We present a Few-Shot Relation Classification Dataset (FewRel), consisting of 70, 000 sentences on 100 relations derived from Wikipedia and annotated by crowdworkers. The relation of each sentence is first recognized by distant supervision methods, and then filtered by crowdworkers. We adapt the most recent state-of-the-art few-shot learning methods for relation classification and conduct thorough evaluation of these methods. Empirical results show that even the most competitive few-shot learning models struggle on this task, especially as compared with humans. We also show that a range of different reasoning skills are needed to solve our task. These results indicate that few-shot relation classification remains an open problem and still requires further research. Our detailed analysis points multiple directions for future research. All details and resources about the dataset and baselines are released on
Distantly supervised relation extraction employs existing knowledge graphs to automatically collect training data. While distant supervision is effective to scale relation extraction up to large-scale corpora, it inevitably suffers from the wrong labeling problem. Many efforts have been devoted to identifying valid instances from noisy data. However, most existing methods handle each relation in isolation, regardless of rich semantic correlations located in relation hierarchies. In this paper, we aim to incorporate the hierarchical information of relations for distantly supervised relation extraction and propose a novel hierarchical attention scheme. The multiple layers of our hierarchical attention scheme provide coarseto-fine granularity to better identify valid instances, which is especially effective for extracting those long-tail relations. The experimental results on a large-scale benchmark dataset demonstrate that our models are capable of modeling the hierarchical information of relations and significantly outperform other baselines. The source code of this paper can be obtained from https://github.com/ thunlp/HNRE.
The crosslink density plays a key role in the mechanical response of the amorphous polymers in previous experiments. However, the mechanism of the influence is still not clear. In this paper, the influence of crosslink density on the failure behavior under tension and shear in amorphous polymers is systematically studied using molecular dynamics simulations. The present results indicate that the ultimate stresses and the broken ratios (the broken bond number to all polymer chain number ratios) increase, as well as the ultimate strains decrease with increasing crosslink density. The strain concentration is clearer with the increase of crosslink density. In other words, a higher crosslink density leads to a higher strain concentration. Hence, the higher strain concentration further reduces the fracture strain. This study implies that the mechanical properties of amorphous polymers can be dominated for different applications by altering the molecular architecture.
Previous researches on the impacted composite laminates were mainly carried out according to the macromechanics-based homogenous strength theories, which ignore the local stress nonuniformity and strength difference between the fiber and matrix. In this paper, a new multiscale analysis method which combines the micromechanics of failure (MMF) theory for intralaminar damage and cohesive model for interlaminar failure is proposed. This approach is able to identify the failure modes of fiber and matrix in microscale as well as delamination between laminas. The finite element model of the multidirectional carbon fiber reinforced plastic (CFRP) laminate subjected to low-velocity impact is built on ABAQUS/Explicit platform. User material subroutine VUMAT is deveploed to analyze the micro stresses and determine the possible failure modes of fiber and matrix. Cohesive elements with bi-linear traction-separation law are employed to capture the onset and propagation of delamination. Finally, the structure response, fiber and matrix failure mode and delamination area are compared with experimental data under different impact energies, and the good agreements validate the effectiveness and accuracy of the novel method.
scite is a Brooklyn-based organization that helps researchers better discover and understand research articles through Smart Citations–citations that display the context of the citation and describe whether the article provides supporting or contrasting evidence. scite is used by students and researchers from around the world and is funded in part by the National Science Foundation and the National Institute on Drug Abuse of the National Institutes of Health.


-- WORK INSTRUCTIONS --
Please transcribe only the lines between the one containing "pyautogui.click(x=<x>, y=<y>)" and the end of the records, both ends included, exactly as written; skip every picture.

★ ★ ★ ★ ★ ★ ★

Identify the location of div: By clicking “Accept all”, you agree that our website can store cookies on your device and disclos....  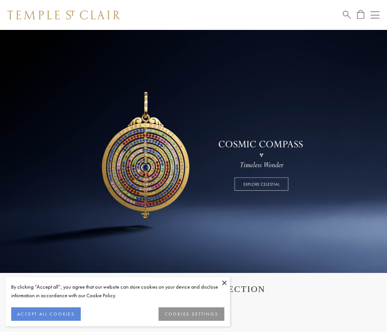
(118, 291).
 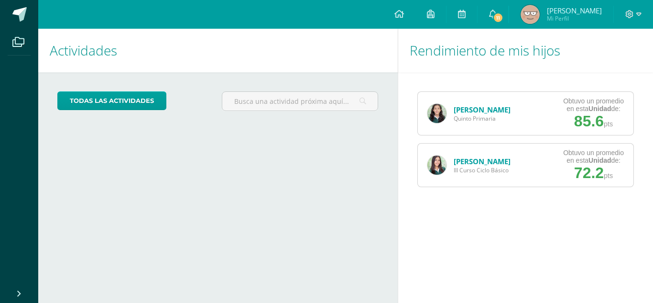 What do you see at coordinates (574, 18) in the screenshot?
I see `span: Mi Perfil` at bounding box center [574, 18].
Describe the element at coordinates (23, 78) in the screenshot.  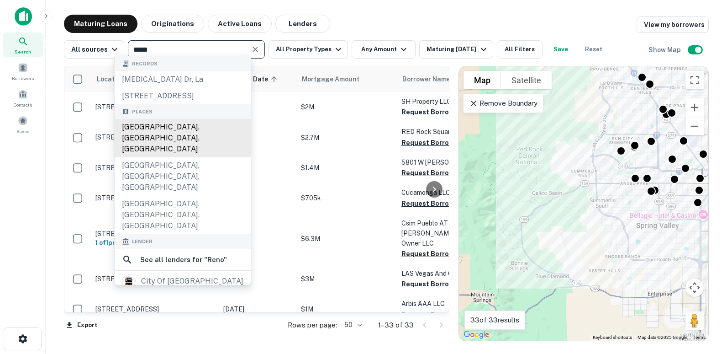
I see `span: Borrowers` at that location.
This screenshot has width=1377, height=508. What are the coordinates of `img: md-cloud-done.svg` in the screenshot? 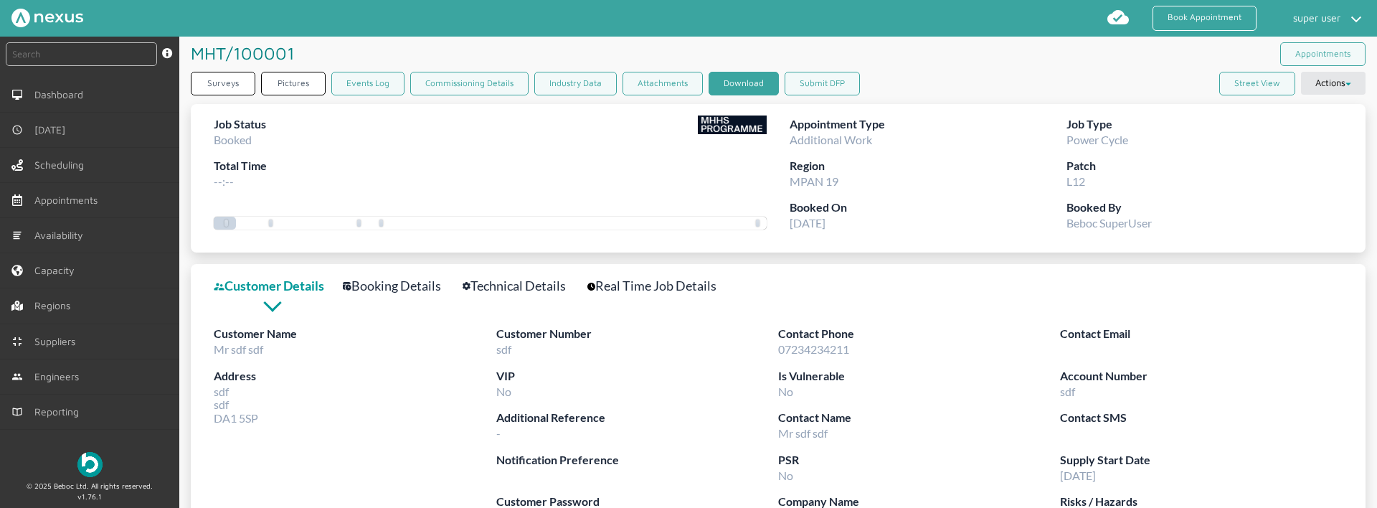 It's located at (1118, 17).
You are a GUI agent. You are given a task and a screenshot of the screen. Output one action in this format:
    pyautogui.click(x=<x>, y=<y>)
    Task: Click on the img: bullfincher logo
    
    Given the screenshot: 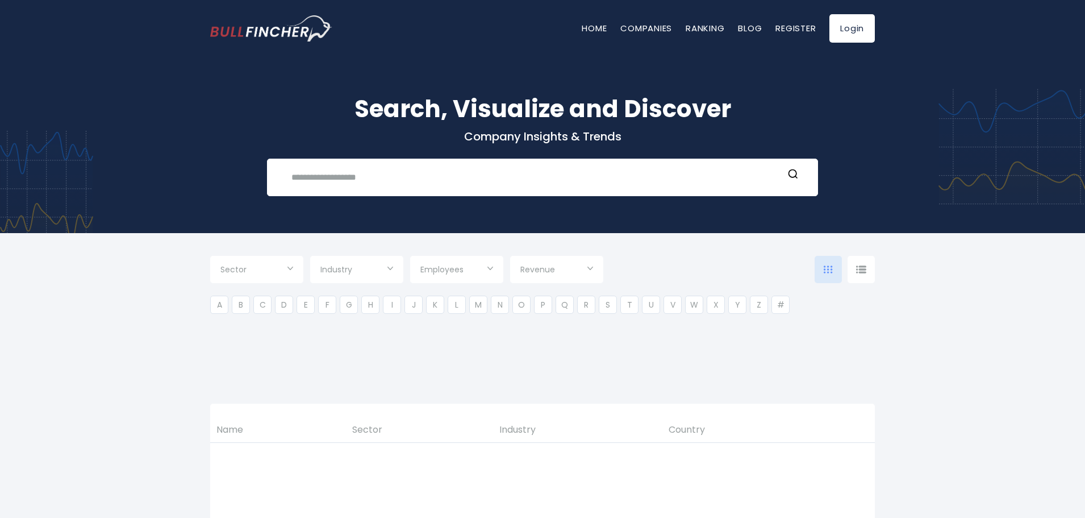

★ ★ ★ ★ ★ ★ ★

-- RESULT FOR THIS EXERCISE --
    pyautogui.click(x=<x>, y=<y>)
    Task: Click on the img: bullfincher logo
    
    Given the screenshot: 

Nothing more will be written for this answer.